Gyms will be allowed to reopen in England on July 25 

Nail bars, tanning salons and tattoo parlours across England can reopen on MONDAY while gyms can welcome back customers from July 25

  • Culture Secretary Oliver Dowden said outdoor swimming pools reopen Saturday
  • Indoor pools, gyms and other sports facilities will then follow from July 25
  • Ministers had long said the nation’s gyms would be able to reopen from mid-July
  • Move by Mr Dowden represents latest step taken by Government to reopen UK 

Nail bars, tanning salons and tattoo parlours will be allowed to reopen across England on Monday while gyms will be able to welcome back customers from July 25, the Government announced this evening. 

Culture Secretary Oliver Dowden today set out the latest lockdown easing at a Downing Street press conference as he said outdoor swimming pools can reopen on Saturday. 

He also published guidance to enable competitive grassroots team sports to resume, beginning with cricket this weekend. 

Outdoor arts performances – including theatres, opera, dance and music – will also be able to resume from the weekend although audience numbers will be restricted and will be subject to social distancing rules. 

Mr Dowden said a change in planning rules will mean theatres, concert halls and live music venues will be protected from demolition or change of use by developers, stopping those that have been made temporarily vacant during lockdown disappearing altogether.

He said that ‘normal life is slowly returning’, telling the press conference: ‘Having allowed hairdressers to reopen, beauticians, tattooists, spas, tanning salons and other close contact services can now do the same, I’m pleased to say, from Monday.

‘Of course that will be subject to some restrictions on particularly high-risk services.’ 

Oliver Dowden today announced that gyms in England will be allowed to reopen from July 25

Mr Dowden’s announcement came after Nicola Sturgeon announced a wave of changes for Scotland as she further eased lockdown north of the border. 

The changes mean that hairdressers, indoor pubs and restaurants, museums, and galleries can all reopen on July 15.   

Places of worship will be able to reopen for communal prayer and congregational services on the same day but there will be restrictions on numbers, singing and chanting.      

The Government has been facing increasing pressure from MPs and the fitness industry to announce the return of the nation’s gyms. 

He had earlier today told the House of Commons that he intended to make an announcement ‘imminently’ on the issue.

Mr Dowden had said that gyms had ‘engaged very constructively’ with the Government to ‘overcome some of the hurdles’ to them welcoming back customers.

He had said: ‘I hope to be able to make an announcement imminently in relation to that.

‘As I’ve said previously, the aim has always been to get gyms back by mid-July.’

Commons Leader Jacob Rees-Mogg had also said the aim was for the reopening of beauty salons to follow ‘as soon as possible’.

Responding to a request from Tory Martin Vickers (Cleethorpes) for more information about when beauty salons can resume work, Mr Rees-Mogg said: ‘Our hope is to reopen gyms and leisure facilities in mid-July.

‘Other close-contact services, tattoo and nail parlours, will follow as soon as possible.

‘The Government has been clear that it wants to reopen the economy carefully and gradually and this is why some businesses which involve less sustained contact between people have opened before others.’

Mr Rees-Mogg said he was not a ‘native gym-goer personally’, telling Tory MP Caroline Ansell: ‘I did have to go occasionally in my childhood and never quite recovered from the experience, but many people up and down the country will be very keen to get back to sports centres, gymnasiums, and swimming pools to get themselves into peak physical performance.

‘And they can then compensate by eating out to get back the calories that they’ve just worn off when they have been in the gymnasium.’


▶ How to complete this task
Exactly the lines from the one with "Could you detect" through the final line of the entries, and nothing else, should appear in the answer; no pictures go in it.

▶ Records from a data source
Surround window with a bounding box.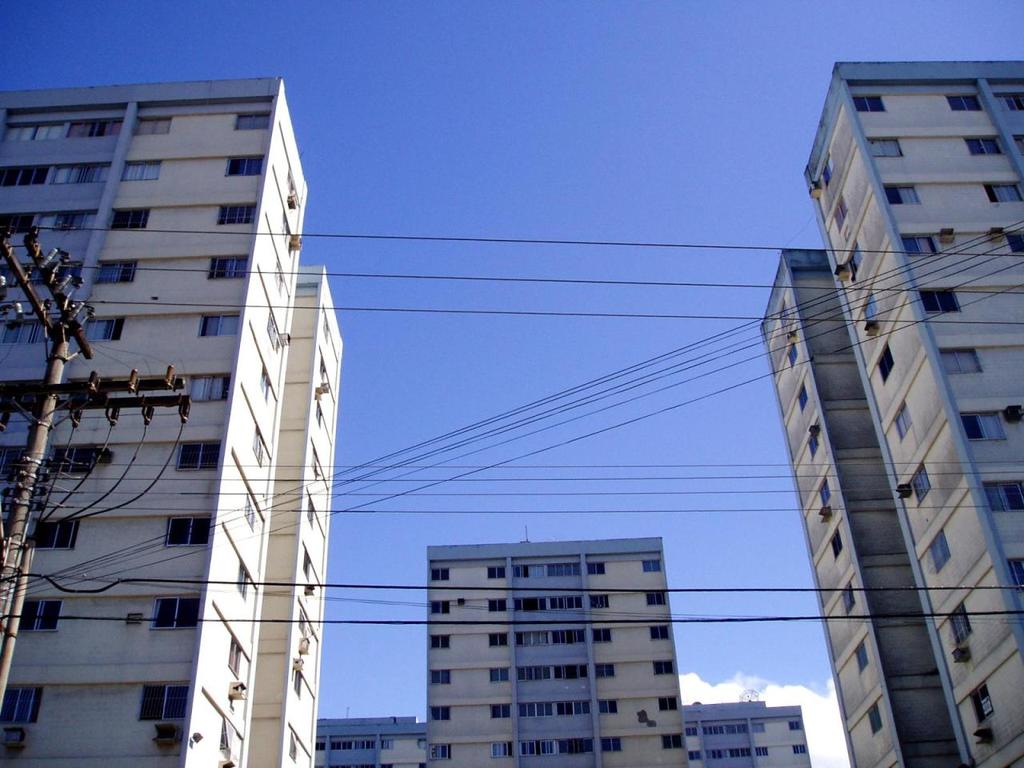
<region>490, 742, 522, 759</region>.
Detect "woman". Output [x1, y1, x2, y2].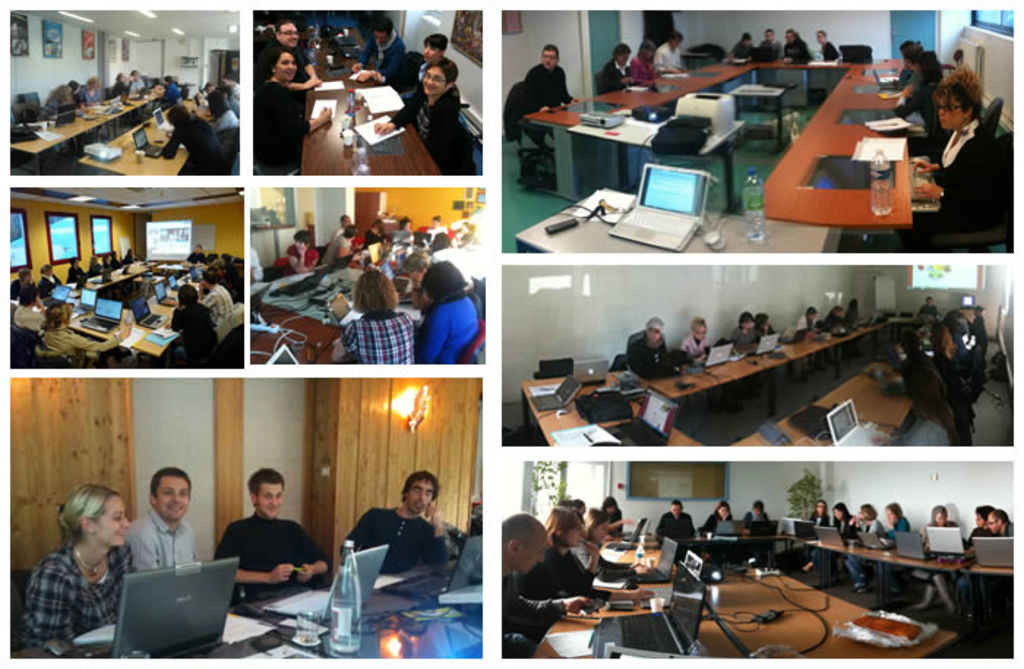
[626, 38, 666, 89].
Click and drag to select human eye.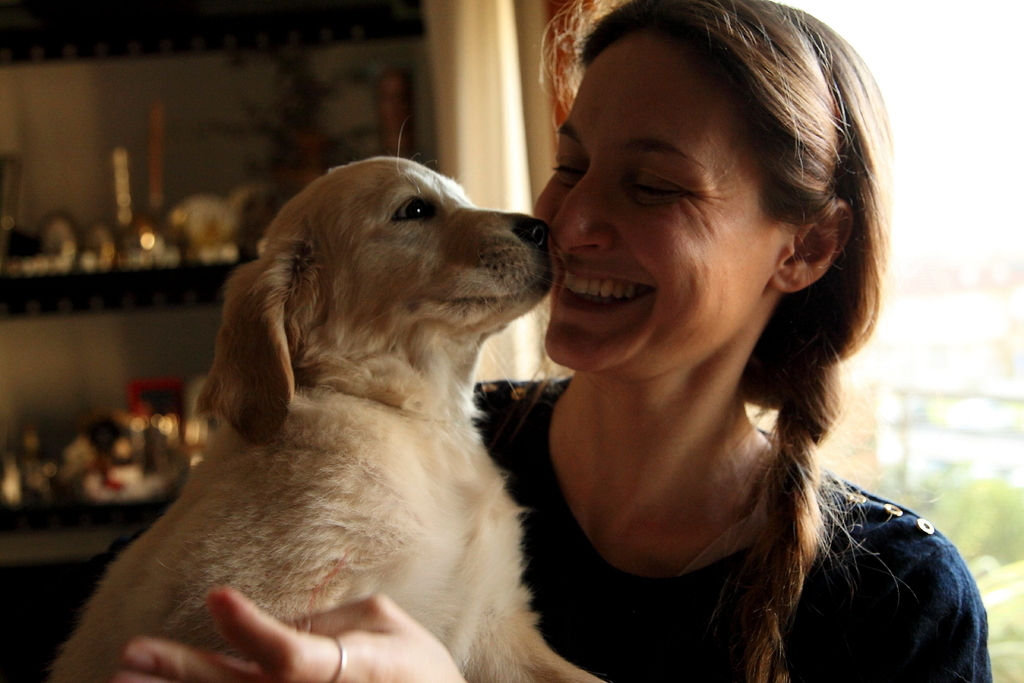
Selection: (left=548, top=158, right=588, bottom=183).
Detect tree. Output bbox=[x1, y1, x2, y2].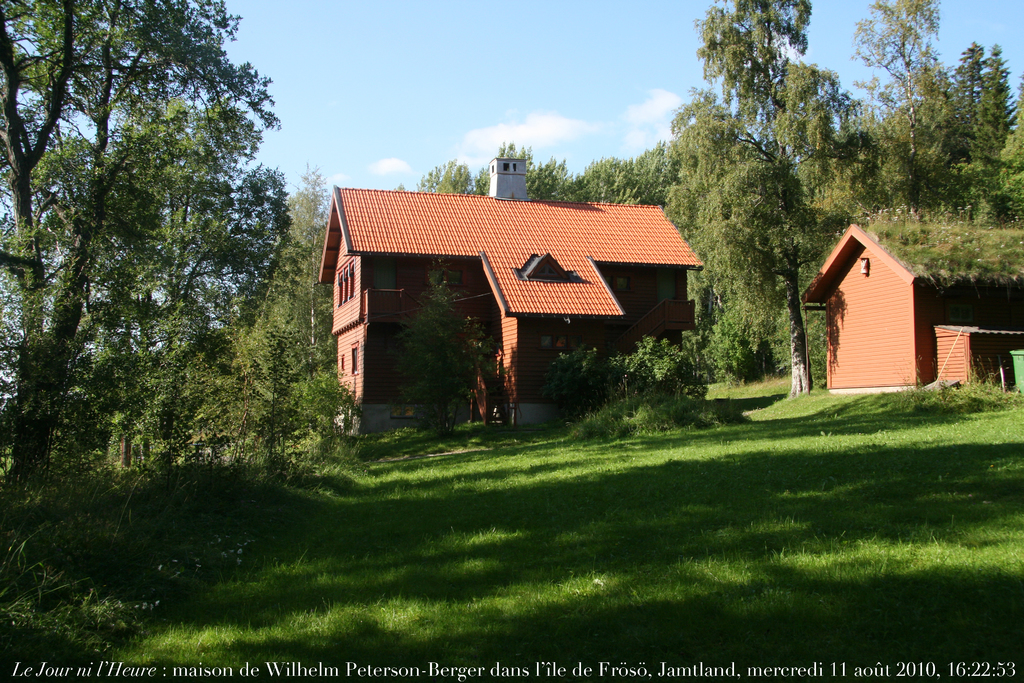
bbox=[115, 82, 301, 475].
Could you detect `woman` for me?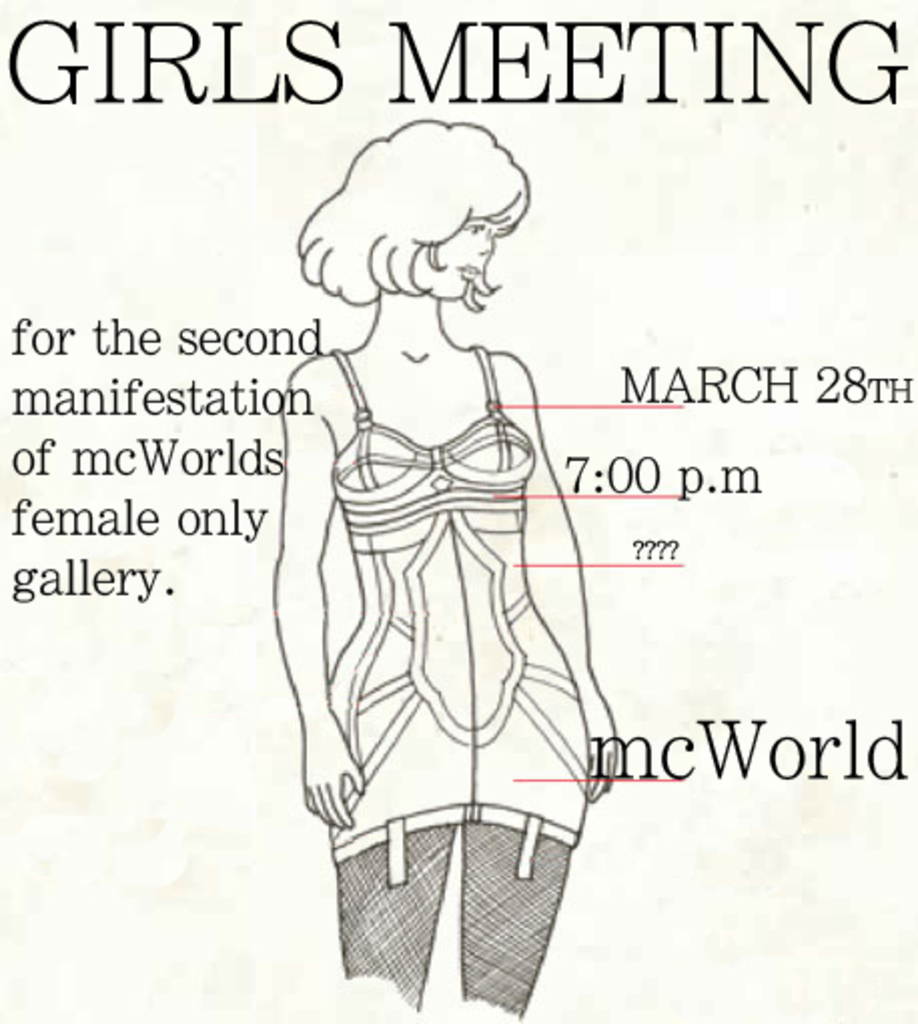
Detection result: rect(249, 78, 617, 942).
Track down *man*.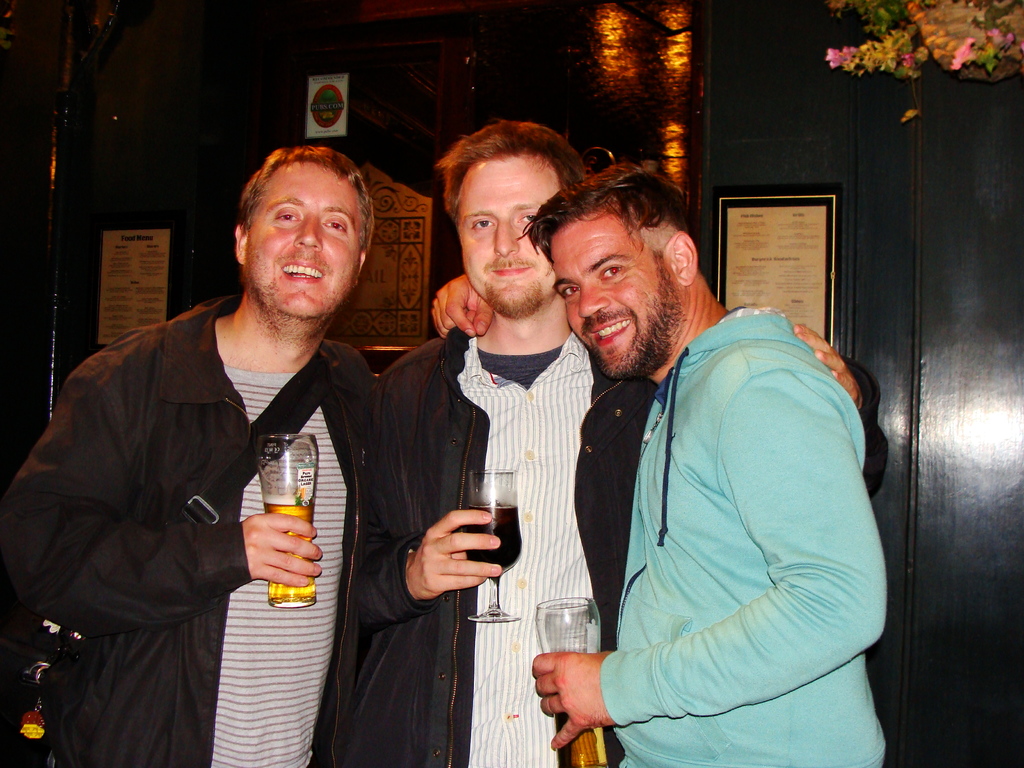
Tracked to select_region(303, 122, 886, 767).
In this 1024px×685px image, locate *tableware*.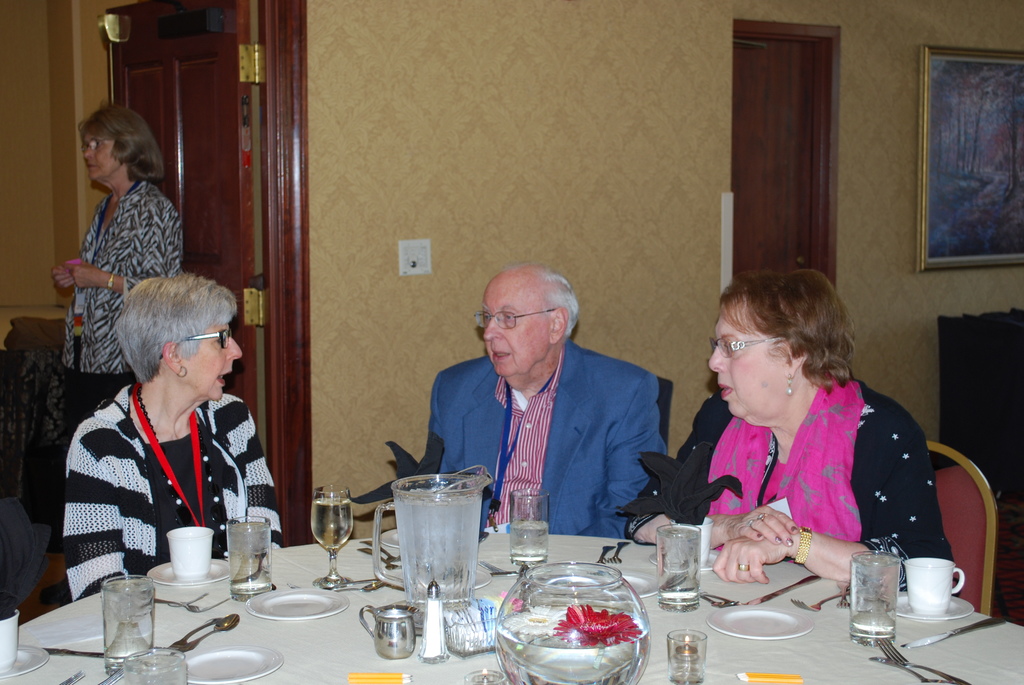
Bounding box: (left=464, top=667, right=508, bottom=684).
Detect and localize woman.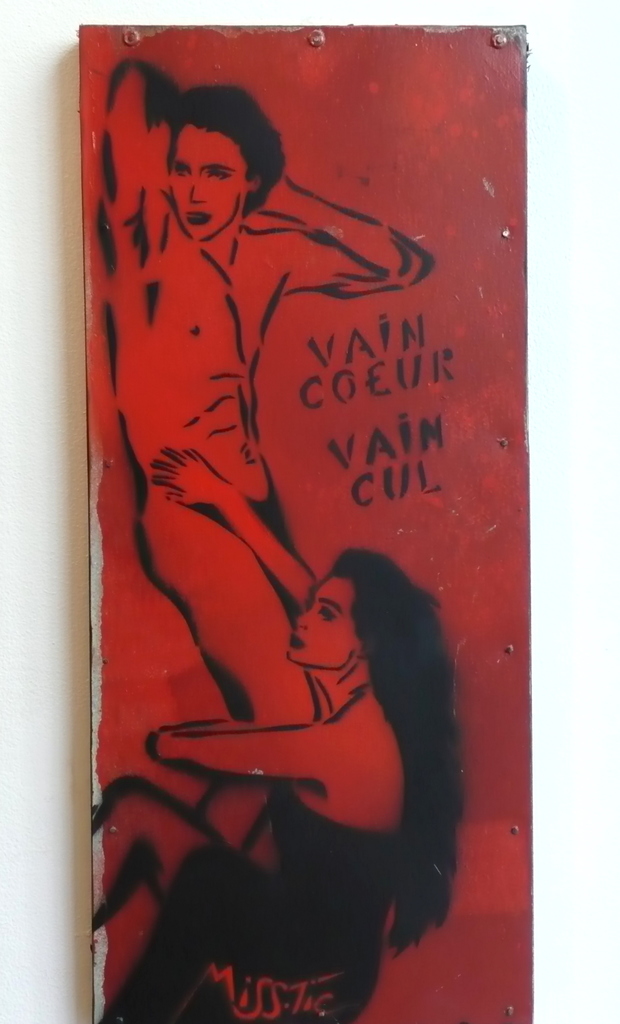
Localized at x1=86 y1=444 x2=466 y2=1023.
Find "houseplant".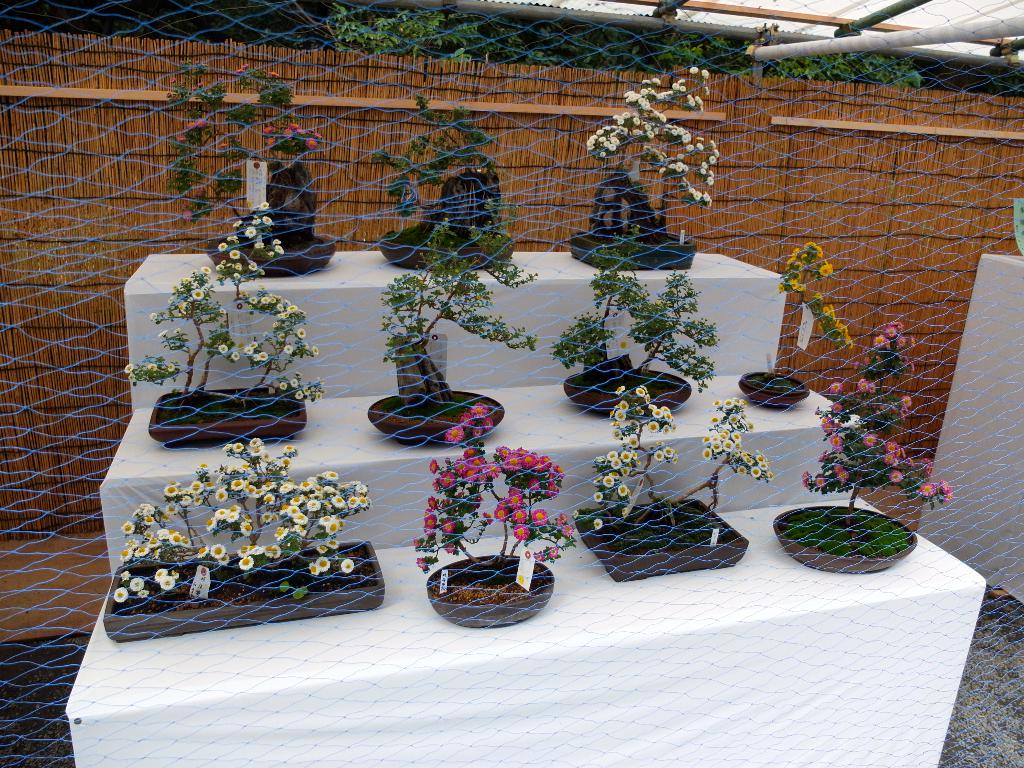
(368, 207, 535, 438).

▶ Your solution
Could you detect `woman` for me?
Detection result: rect(249, 78, 617, 942).
Track down *man*.
Tracked to select_region(303, 122, 886, 767).
In this 1024px×685px image, locate *tableware*.
Bounding box: (left=464, top=667, right=508, bottom=684).
Detect and localize woman.
Localized at x1=86 y1=444 x2=466 y2=1023.
Find "houseplant".
(368, 207, 535, 438).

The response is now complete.